Douglas P. Welbanks, the former Director of Debt Collection in British Columbia commented, “As a regulator of debt collection practices in the 1990s, I found the provision in the previous Debt Collection Act that prohibited the collection of a debt that was not owing, particularly insightful. It allowed debtors (usually the poor and often the vulnerable) to go somewhere else besides a court to dispute a debt. If you didn’t have that legislative provision, the debtor would either just have to suffer endless verbal or written forms of harassment or take the creditor to a court or force the creditor to prove the liability. This was an expensive way for debtors to enforce their right not to be harassed by creditors and collection agencies. And, in most cases, they couldn’t afford to sue anyone, especially a federally chartered bank or a national collection agency. And, in many cases, they would either try to pay the statute-barred or otherwise unlawful debt to stop the harassment or try to pay to clear up their R9 credit rating.
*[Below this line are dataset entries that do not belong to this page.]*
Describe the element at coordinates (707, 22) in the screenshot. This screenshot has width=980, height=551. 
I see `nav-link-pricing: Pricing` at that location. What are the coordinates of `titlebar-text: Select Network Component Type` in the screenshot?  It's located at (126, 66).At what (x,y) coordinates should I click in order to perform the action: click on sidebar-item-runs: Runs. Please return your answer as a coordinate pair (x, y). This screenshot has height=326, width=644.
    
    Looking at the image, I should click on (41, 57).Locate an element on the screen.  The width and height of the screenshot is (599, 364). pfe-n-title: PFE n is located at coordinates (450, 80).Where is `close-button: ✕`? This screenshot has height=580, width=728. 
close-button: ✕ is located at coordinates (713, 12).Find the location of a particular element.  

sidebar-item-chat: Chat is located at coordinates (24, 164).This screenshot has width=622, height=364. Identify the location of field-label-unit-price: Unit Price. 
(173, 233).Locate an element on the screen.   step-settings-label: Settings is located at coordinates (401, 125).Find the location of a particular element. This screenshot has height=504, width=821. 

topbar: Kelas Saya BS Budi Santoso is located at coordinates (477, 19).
“Statute of limitation arguments were often complex, confusing, or subject to abuse by collectors. First of all the date that the debt first became owing would not be absolutely clear. Student loans were one example as the question came up repeatedly, did the student loan debtor owe the money at the time they entered school and signed a loan agreement, or did the debt only become a debt after they ceased to be a full or part-time student, or was it after the grace period, usually 6 months after you graduated, or was it 6 years (at the time the Statute of Limitations in BC was 6 years) after you made your last payment or acknowledged that the debt was owing. And so on.

“For whatever reason, creditors may have forgotten about the debt and when they discovered it and, if it was almost over the 6 year limitation period, they would contact the debtor and desperately plea to make a $5 payment… the debtor would usually be unaware of the limitation period and comply not knowing they would be reviving the 6 year limitation period… i.e. the creditor would have another 6 years to collect the debt.
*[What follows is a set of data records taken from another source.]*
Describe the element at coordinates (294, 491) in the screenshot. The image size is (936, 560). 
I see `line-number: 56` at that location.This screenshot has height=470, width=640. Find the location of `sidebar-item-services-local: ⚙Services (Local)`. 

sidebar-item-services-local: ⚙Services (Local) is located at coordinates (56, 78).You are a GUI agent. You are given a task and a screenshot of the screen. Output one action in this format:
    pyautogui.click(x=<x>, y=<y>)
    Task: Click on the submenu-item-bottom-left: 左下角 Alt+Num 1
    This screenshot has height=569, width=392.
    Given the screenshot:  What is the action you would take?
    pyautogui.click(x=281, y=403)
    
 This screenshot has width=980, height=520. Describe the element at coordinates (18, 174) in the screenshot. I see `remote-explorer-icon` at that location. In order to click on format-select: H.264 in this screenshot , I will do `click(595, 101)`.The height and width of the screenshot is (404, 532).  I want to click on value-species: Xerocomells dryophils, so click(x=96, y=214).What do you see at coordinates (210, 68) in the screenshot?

“Still the limitation period set boundaries for debtors and creditors. From my 30 years of experience with consumer credit, debtors, creditors, and collection agents, I found 6 years to be reasonable as car loans at the time were frequently 5 years in duration. Anything longer would fall into the category of the above citation, “that long-dormant claims have more cruelty than justice in them.”

“Recently, in British Columbia, the limitations legislation was amended. What was given with one hand of parliament may have been taken away with the other. The limitation period was reduced to 2 years but the word “extinguished” was removed from the legislation. This has prompted a quick response from collection agencies that are currently arguing with the debt collection regulators that, by removing the word extinguished, the debt is still owing after the 2 year limitation period. Therefore, they can continue to collect the debt although they can no longer sue the debtor in a court of law.

“This raises many troubling questions, the first of which reverts back to what is the purpose of a limitation period? I submit that the only sensible purpose is to (amongst other things) set a boundary for the collection of debts. If the legislation does not fulfill this basic precept and its evolution from debtors’ prisons to the present time, then it fails to set any meaningful boundaries and in many respects creates what could be best described as a debtor’s hell – where the government has endowed a debt with eternal life unless paid. And, I don’t believe the government intended to do this, but it may become a dream come true for collection agencies and creditors if not clarified.

“It seems to me the best way to address this oversight is to fix the mistake. Insert the word extinguished back into the limitations legislation. Remove the ambiguity and restore the intention of a limitations law – to set reasonable boundaries for debtors and creditors.